I recently gave mpd a try for my music setup. I’ve been a long time user of Cmus which served me well. Before upgrading to Ubuntu 24.04, I used to use a fork which allow to show cover art in the notification menu bar (via MPRIS and D-BUS).1 I’ve tried several other alternative players, which all support displaying cover art by the way. Audacious and Gapless (formerly, G4Music) are really great with their minimalistic yet efficient UIs, but I guess I just want to stick to TUIs for the moment. Enter ncmpcpp which serves as a frontend to a running mpd server.
Clearly, mpd is a different beast. While I always appreciated the simplicity and usability of Cmus, and its speed as well, I must say that using a daemon to interact with my music library is something new to me. For instance, when I reboot my machine this morning, I was surprised to hear the song I started listening yesterday evening before I shutdown the machine. There’s an option whihc I did not set properly, restore_paused "yes"
, meaning mpd started playing its queue as soon as it was up and running. The good thing is that it is easy to manage the mpd daemon using a user unit via systemctl
. MPd indexed my whole library (> 15k tracks) in a very decent amount of time. I tagged it using beats a long time ago, and I added proper tags manually since then, as well as many cover art, but I should definitively do this again, and clean up the duplicates thare spread across full album or disc sets and individual tracks in separate playlists.
I use mpc to interact with mpd for low-level operations (toggle play/pause via system hotkey, display stats, etc.). It is a command-line application which It would be great if I could integrate the 3 years of listening data gathered through Cmus someday. For the moment, it’s just the beginning, and the stats are pretty dumb. And I still don’t know if I will keep the same library structure which consists basically in a bunch of folder with artist/album and another set of folders with separate playlists, which seems silly after all although it was quite handy with Cmus.2
» mpc stats
Artists: 3410
Albums: 4513
Songs: 18532
Play Time: 0 days, 1:38:32
Uptime: 0 days, 6:50:44
DB Updated: Mon Oct 21 18:02:28 2024
DB Play Time: 55 days, 15:51:08
It is also possible to manage a “sticker” database, which is composed of added features specific to songs, albums or playlists, like play counts, ratings, comments and the like. This is specific to mpd and not all clients support it. However, I can imagine that populating a playCount
field with data from Cmus could be interesting, in addition to an hourly shell script gathering information from mpg log files for current events.
[2024-10-24]
I successfully imported all my play counts from Cmus in the mpd sticker database. First, I started recording new listening statistics with mscout. It works great, and it is simple to setup as a user unit to be managed by systemd. This program has options to get statistics from individual songs as well as playlists. One minor annoyance was that it fired up a new notification for every song, but this can easily be disabled in the source code by commenting out the relevant section of code. It can also export or import statistics from or to the sticker database. Therefore I hacked one of psyomn’s gists to extract relevant information from Cmus cache (full pathname and play counts for all the songs in my library) and reformat them according to the format expected by mscout. It worked perfectly fine!
The first time I launched ncmpcpp, I was a bit lost. With the default config, you end up on an empty window, which stands for the current playlist. Here, a playlist is just a set of tracks you selected to play in a row, and not a pre-recorded list of tracks in an m3u file. Like in Cmus, there are different windows or views that you can navigate using the {1-8,=} keys (if you compiled ncmpcpp with all available options). The browser (2) and media library (4) are the ones you want to explore first: the browser summarize your media library as seen on you hard drive, while the media library is much like the first view in Cmus, a tree view of your artist/album collection. At first, I used the 4th view to select albums to play. Once you click Enter, the whole album is added to the current playlist (1) and the first track starts playing. It was cumbersome as I keep adding different albums along the way, and the playlist kept growing. Fortunately, there’s the C shortcut which allows to clean the current playlist. Then I learned that we can add tracks directly from the browser view (2) by pressing Space (instead of Enter). Finally, I learned that we can just populate $HOME/.config/mpd/playlists
with m3u files, and I was good to go. I now feel at home since I got the same experience as in Cmus. Easy peasy.
In addition, things you get for free (no plugin, no additional configuration) with ncmpcpp: a playlist and tag editor, an FFT-based spectrum visualizer among other displays), the ability to stream live music from radio stations, information fetched from last.fm for artists or albums, cover art and lyrics support, dozens of keybindings to toggle cross-fading, replay gain, forward or backward seek, etc. Additionally, mpd provides logging facilities which allow to track your listening experience along the day – nothing hardcoded in a binary database like is the case for Cmus and its track counts.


**ACTION ITEM**
Quote all lines below exactly. Images stay out.

**Figure record extracts**
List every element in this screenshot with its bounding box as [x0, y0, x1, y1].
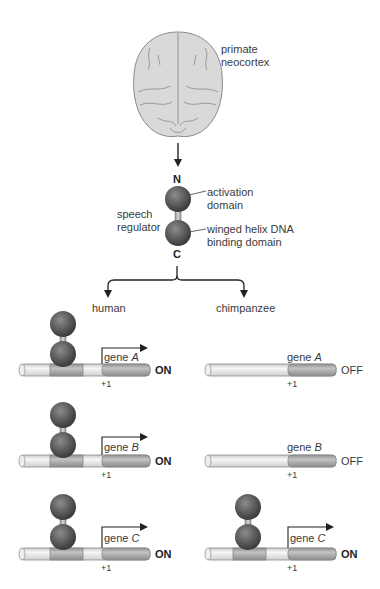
- species-label-human: human: [92, 302, 126, 315]
- n-terminus-label: N: [173, 173, 181, 186]
- regulator-name-line1: speech: [117, 208, 152, 221]
- human-gene-b-state: ON: [155, 455, 172, 468]
- chimp-gene-a-state: OFF: [341, 364, 363, 377]
- chimp-gene-c-dna: [205, 494, 336, 560]
- binding-domain-label-line1: winged helix DNA: [207, 223, 294, 236]
- human-gene-b-label: gene B: [104, 441, 139, 454]
- species-label-chimpanzee: chimpanzee: [216, 302, 275, 315]
- human-gene-a-tss: +1: [101, 378, 111, 391]
- gene-name: B: [132, 441, 139, 453]
- gene-prefix: gene: [104, 441, 132, 453]
- human-gene-b-tss: +1: [101, 469, 111, 482]
- gene-prefix: gene: [287, 441, 315, 453]
- gene-prefix: gene: [104, 532, 132, 544]
- gene-prefix: gene: [287, 351, 315, 363]
- chimp-gene-c-tss: +1: [287, 562, 297, 575]
- gene-prefix: gene: [290, 532, 318, 544]
- chimp-gene-b-label: gene B: [287, 441, 322, 454]
- brain-label-line2: neocortex: [221, 56, 269, 69]
- chimp-gene-a-dna: [205, 364, 336, 376]
- chimp-gene-c-label: gene C: [290, 532, 325, 545]
- binding-domain-label-line2: binding domain: [207, 236, 282, 249]
- c-terminus-label: C: [173, 248, 181, 261]
- gene-name: C: [132, 532, 140, 544]
- brain-illustration: [134, 32, 223, 137]
- chimp-gene-a-tss: +1: [287, 378, 297, 391]
- human-gene-a-label: gene A: [104, 351, 139, 364]
- regulator-name-line2: regulator: [117, 221, 160, 234]
- species-branch-arrows: [108, 266, 244, 296]
- activation-domain-label-line1: activation: [207, 186, 253, 199]
- brain-label-line1: primate: [221, 43, 258, 56]
- human-gene-a-state: ON: [155, 364, 172, 377]
- human-gene-c-state: ON: [155, 548, 172, 561]
- activation-domain-label-line2: domain: [207, 199, 243, 212]
- chimp-gene-b-tss: +1: [287, 469, 297, 482]
- diagram-canvas: [0, 0, 380, 589]
- gene-prefix: gene: [104, 351, 132, 363]
- human-gene-b-dna: [19, 402, 150, 467]
- speech-regulator-protein: [165, 186, 206, 246]
- gene-name: A: [315, 351, 322, 363]
- gene-name: C: [318, 532, 326, 544]
- gene-name: B: [315, 441, 322, 453]
- human-gene-c-dna: [19, 494, 150, 560]
- human-gene-a-dna: [19, 311, 150, 376]
- human-gene-c-label: gene C: [104, 532, 139, 545]
- chimp-gene-b-dna: [205, 455, 336, 467]
- chimp-gene-b-state: OFF: [341, 455, 363, 468]
- gene-name: A: [132, 351, 139, 363]
- chimp-gene-a-label: gene A: [287, 351, 322, 364]
- chimp-gene-c-state: ON: [341, 548, 358, 561]
- human-gene-c-tss: +1: [101, 562, 111, 575]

**SOLVED EXERCISE**
List every element in this screenshot with its bounding box as [x0, y0, x1, y1].
- species-label-human: human: [92, 302, 126, 315]
- n-terminus-label: N: [173, 173, 181, 186]
- regulator-name-line1: speech: [117, 208, 152, 221]
- human-gene-b-state: ON: [155, 455, 172, 468]
- chimp-gene-a-state: OFF: [341, 364, 363, 377]
- chimp-gene-c-dna: [205, 494, 336, 560]
- binding-domain-label-line1: winged helix DNA: [207, 223, 294, 236]
- human-gene-b-label: gene B: [104, 441, 139, 454]
- species-label-chimpanzee: chimpanzee: [216, 302, 275, 315]
- human-gene-a-tss: +1: [101, 378, 111, 391]
- gene-name: B: [132, 441, 139, 453]
- gene-prefix: gene: [104, 441, 132, 453]
- human-gene-b-tss: +1: [101, 469, 111, 482]
- gene-prefix: gene: [287, 441, 315, 453]
- gene-prefix: gene: [104, 532, 132, 544]
- gene-prefix: gene: [287, 351, 315, 363]
- chimp-gene-c-tss: +1: [287, 562, 297, 575]
- gene-prefix: gene: [290, 532, 318, 544]
- chimp-gene-b-label: gene B: [287, 441, 322, 454]
- brain-label-line2: neocortex: [221, 56, 269, 69]
- chimp-gene-a-dna: [205, 364, 336, 376]
- chimp-gene-c-label: gene C: [290, 532, 325, 545]
- binding-domain-label-line2: binding domain: [207, 236, 282, 249]
- c-terminus-label: C: [173, 248, 181, 261]
- gene-name: C: [132, 532, 140, 544]
- brain-illustration: [134, 32, 223, 137]
- chimp-gene-a-tss: +1: [287, 378, 297, 391]
- human-gene-a-label: gene A: [104, 351, 139, 364]
- regulator-name-line2: regulator: [117, 221, 160, 234]
- species-branch-arrows: [108, 266, 244, 296]
- activation-domain-label-line1: activation: [207, 186, 253, 199]
- brain-label-line1: primate: [221, 43, 258, 56]
- human-gene-a-state: ON: [155, 364, 172, 377]
- human-gene-c-state: ON: [155, 548, 172, 561]
- activation-domain-label-line2: domain: [207, 199, 243, 212]
- chimp-gene-b-tss: +1: [287, 469, 297, 482]
- diagram-canvas: [0, 0, 380, 589]
- gene-prefix: gene: [104, 351, 132, 363]
- human-gene-b-dna: [19, 402, 150, 467]
- speech-regulator-protein: [165, 186, 206, 246]
- gene-name: A: [315, 351, 322, 363]
- gene-name: C: [318, 532, 326, 544]
- gene-name: B: [315, 441, 322, 453]
- human-gene-c-dna: [19, 494, 150, 560]
- human-gene-a-dna: [19, 311, 150, 376]
- human-gene-c-label: gene C: [104, 532, 139, 545]
- chimp-gene-b-dna: [205, 455, 336, 467]
- chimp-gene-b-state: OFF: [341, 455, 363, 468]
- gene-name: A: [132, 351, 139, 363]
- chimp-gene-a-label: gene A: [287, 351, 322, 364]
- chimp-gene-c-state: ON: [341, 548, 358, 561]
- human-gene-c-tss: +1: [101, 562, 111, 575]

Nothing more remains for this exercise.